There's a very long way to go before safety is comparable. Last time I looked into it, you have better odds skydiving from a small plane than landing in it.
Most small aircraft accidents are completely preventable loss of control (either by taking off with too much weight, stalling during takeoff, or stalling during landing) or flying into IMC (instrument metereological conditions including clouds, fog, etc.) and becoming disoriented and losing control. Simple engine failure is something that every private pilot trains for.
Improvements in training can significantly help with both. Instrument training in particular drastically reduces the risks of inadvertent IMC. Some technology also assists with the latter (eg; synthetic vision on foreflight on aircraft with garmin G1000 cockpits gives you references for how the plane is positioned and any terrain around you you could hit).
Not at all, skydiving from a plane without a parachute is almost always deadly (very few exceptions) while landing with an engine failure is something every student practice in the flight school (at least in my country).
The smaller the plane, the easier to land it with an engine failure, the smaller the plan the fewer pieces that can break. yes, the average General Aviation pilot is quite bad, that explains the huge accident rate compared to airliners, but the reliability of the planes is not bad at all.
That's why I like gliders - one less component to fail (the engine) and every landing is an engine out landing, with the plane built and pilot trained to do that. :)
All pilots are trained to land with the engine out. Some are better and most are not, that's not the plane's fault. Yes, glider pilots are the best at this :)
I think they will. We won't be back to "normal" that soon, but when we are, it will be amazing how much we've forgotten about the recent past. We're usually living in the now, not in the past, and adapt and will fall back into the same patterns.
Small party flights could become more popular as the range goes up.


• _Directions_
Across the listing below, count every line where the string "will" appears, then give only the count.

□ □ □

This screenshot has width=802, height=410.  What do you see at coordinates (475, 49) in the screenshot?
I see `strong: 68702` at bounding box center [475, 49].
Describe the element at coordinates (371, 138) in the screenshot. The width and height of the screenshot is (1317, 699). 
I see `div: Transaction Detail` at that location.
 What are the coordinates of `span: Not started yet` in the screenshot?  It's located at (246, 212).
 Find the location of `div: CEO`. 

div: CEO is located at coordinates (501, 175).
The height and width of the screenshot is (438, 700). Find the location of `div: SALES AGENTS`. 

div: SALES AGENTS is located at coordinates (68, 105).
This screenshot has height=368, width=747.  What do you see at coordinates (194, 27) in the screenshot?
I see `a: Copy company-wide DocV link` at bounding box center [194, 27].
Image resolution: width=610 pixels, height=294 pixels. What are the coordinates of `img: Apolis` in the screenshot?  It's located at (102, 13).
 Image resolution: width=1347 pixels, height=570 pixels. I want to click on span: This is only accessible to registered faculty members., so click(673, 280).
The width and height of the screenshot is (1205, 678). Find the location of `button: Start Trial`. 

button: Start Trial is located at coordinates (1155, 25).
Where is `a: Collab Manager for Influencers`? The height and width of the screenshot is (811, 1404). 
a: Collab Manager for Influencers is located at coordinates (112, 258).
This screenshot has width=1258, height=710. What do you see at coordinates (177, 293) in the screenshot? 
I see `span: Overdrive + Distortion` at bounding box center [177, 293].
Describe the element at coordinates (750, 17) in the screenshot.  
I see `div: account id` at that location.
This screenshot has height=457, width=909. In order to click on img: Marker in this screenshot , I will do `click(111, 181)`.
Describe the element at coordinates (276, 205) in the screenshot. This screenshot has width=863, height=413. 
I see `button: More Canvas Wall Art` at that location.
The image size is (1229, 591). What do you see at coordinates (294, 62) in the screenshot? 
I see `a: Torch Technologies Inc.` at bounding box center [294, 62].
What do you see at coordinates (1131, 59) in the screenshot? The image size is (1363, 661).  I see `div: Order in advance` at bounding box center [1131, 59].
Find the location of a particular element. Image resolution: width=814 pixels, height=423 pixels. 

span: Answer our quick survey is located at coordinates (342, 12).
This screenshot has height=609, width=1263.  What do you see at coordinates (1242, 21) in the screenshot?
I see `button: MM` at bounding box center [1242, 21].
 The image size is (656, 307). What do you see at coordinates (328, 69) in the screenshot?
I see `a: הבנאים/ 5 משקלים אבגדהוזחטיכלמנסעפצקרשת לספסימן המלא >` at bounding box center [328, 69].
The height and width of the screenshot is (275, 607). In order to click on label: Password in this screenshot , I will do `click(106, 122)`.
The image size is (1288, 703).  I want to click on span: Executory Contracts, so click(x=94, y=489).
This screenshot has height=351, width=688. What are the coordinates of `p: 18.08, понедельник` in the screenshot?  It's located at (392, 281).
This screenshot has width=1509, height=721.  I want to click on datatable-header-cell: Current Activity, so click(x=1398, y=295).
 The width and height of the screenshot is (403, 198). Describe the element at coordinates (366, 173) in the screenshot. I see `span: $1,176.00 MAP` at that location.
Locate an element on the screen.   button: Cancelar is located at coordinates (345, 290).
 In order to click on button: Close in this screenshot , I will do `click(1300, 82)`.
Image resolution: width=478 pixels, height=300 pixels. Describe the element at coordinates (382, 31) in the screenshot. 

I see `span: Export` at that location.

□ □ □

• _Result_
3